A part of me is pretty sure of the answer is really simple. Anything I commit to – whether it be a travel destination, a dish to cook for dinner, or the next book I read – it will be good. In the absence of doing or even being able to do, waffling feels like doing something. While my excuse for reviewing and re-reviewing a plan might be to make sure it’s a good one, if I’m completely honest it’s more recreational. I can’t go on a trip today so I’ll read a map and tell myself a story about what will happen. Then I’ll look at a different direction on the map and tell myself another story. And I can’t decide which story might have the most interesting level of unexpected interesting things happening. And so I go back and forth. And then maybe those two ideas aren’t the most fun I can have so I read some travelogues and tell myself more stories. Compare that to the stories one tells themselves when making a decision like “I’m going to give up work and live in the woods without electricity or running water and be a full time parent.” or “That’s it, I’m moving to a brand new country.” There is so much certainty of risk and the unexpected and joy and challenge that I don’t have to do recreational research. (I may need to do some real research, mind you!)
And so, now that I’m aware of this I’m going to try to be more mindful of this in the big picture. In the more narrow picture of where we’re going a week from Sunday, I’m done with research. I know all I need to know. We arrive in Montreal, stay with a friend one night, and head out to Plattsburgh, NY where I have a reservation. After that we have options. And we will have to choose one of them when we wake up in Plattsburgh. None of them requires more than a call ahead or a quick google search for a place to make a reservation for a night’s stay.
And with that, I’ll quit waffling here as well and go make some dinner. As much as part of me is saying “Have a look at cookbooks, and maybe go to the Indian grocery, or maybe to the Asian grocery. Or do you want to make some Cajun food? You have that great cookbook and there’s an excellent butcher and seafood store nearby). I’m going to just dive in and make a Thai red curry. It will have tofu in it if we have tofu and if not I know I have frozen shrimp. I could dither on that and think about other things I could have, but the reality is this: red curry whatever will taste great on brown rice. And you can’t eat the kind of waffles I’m prone to having. In fact, instead of eating them, they eat your time.
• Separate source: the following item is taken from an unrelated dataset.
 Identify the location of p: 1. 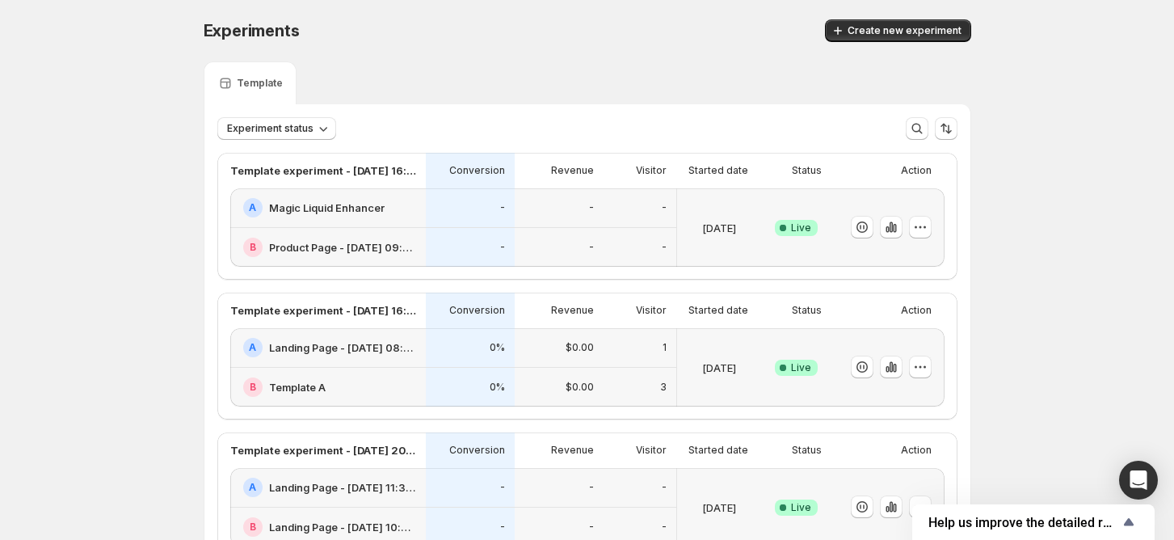
(664, 347).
As I finished this, I realized that a very effective tool in situations like this could be a “waffle timer”. Write down all the options, set a 1 minute timer. If the timer goes off and you still haven’t decided, the first option on the list is what you must choose. No take backsies.
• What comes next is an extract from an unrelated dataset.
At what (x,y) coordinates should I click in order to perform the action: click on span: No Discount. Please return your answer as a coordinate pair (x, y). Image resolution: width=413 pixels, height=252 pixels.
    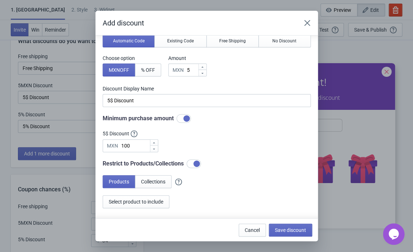
    Looking at the image, I should click on (284, 41).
I think part of this comes from getting older too. there’s a few things that have come up and I know my 10 or 20 years younger self would have dived in. Not any more.
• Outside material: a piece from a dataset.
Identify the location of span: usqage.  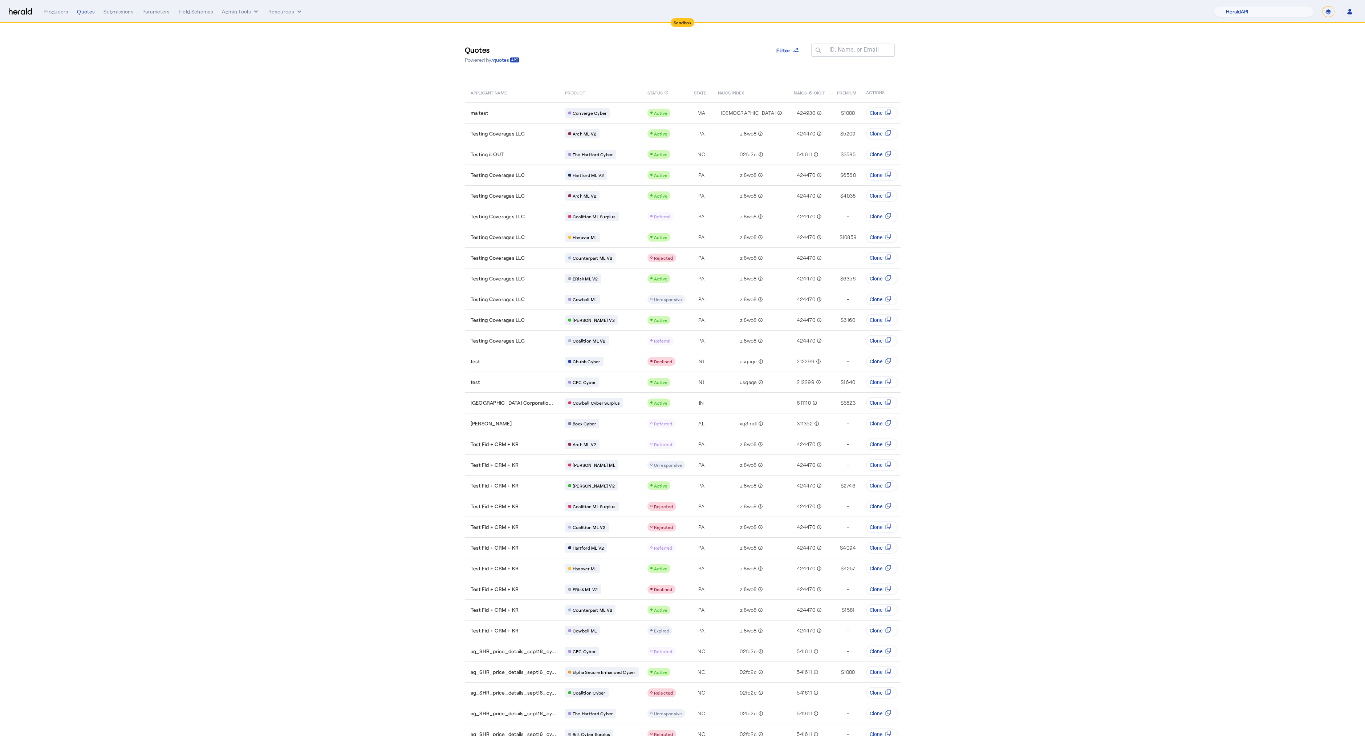
(749, 382).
I considered that possibility but I don’t think so. It’s not the big changes I’m avoiding. For example, I’m beginning to dream about living part time in India (but not so little here we can’t remain citizens). Logistics are tricky but really, if I’m going to have to travel for work anyway as much as I did last year, why not making it somewhere I’m really excited to spend time? There would be so little room for waffling there.
But what to have for lunch? Which movie to see? Or of course where to go on a bike trip? Those are apparently life and death decisions.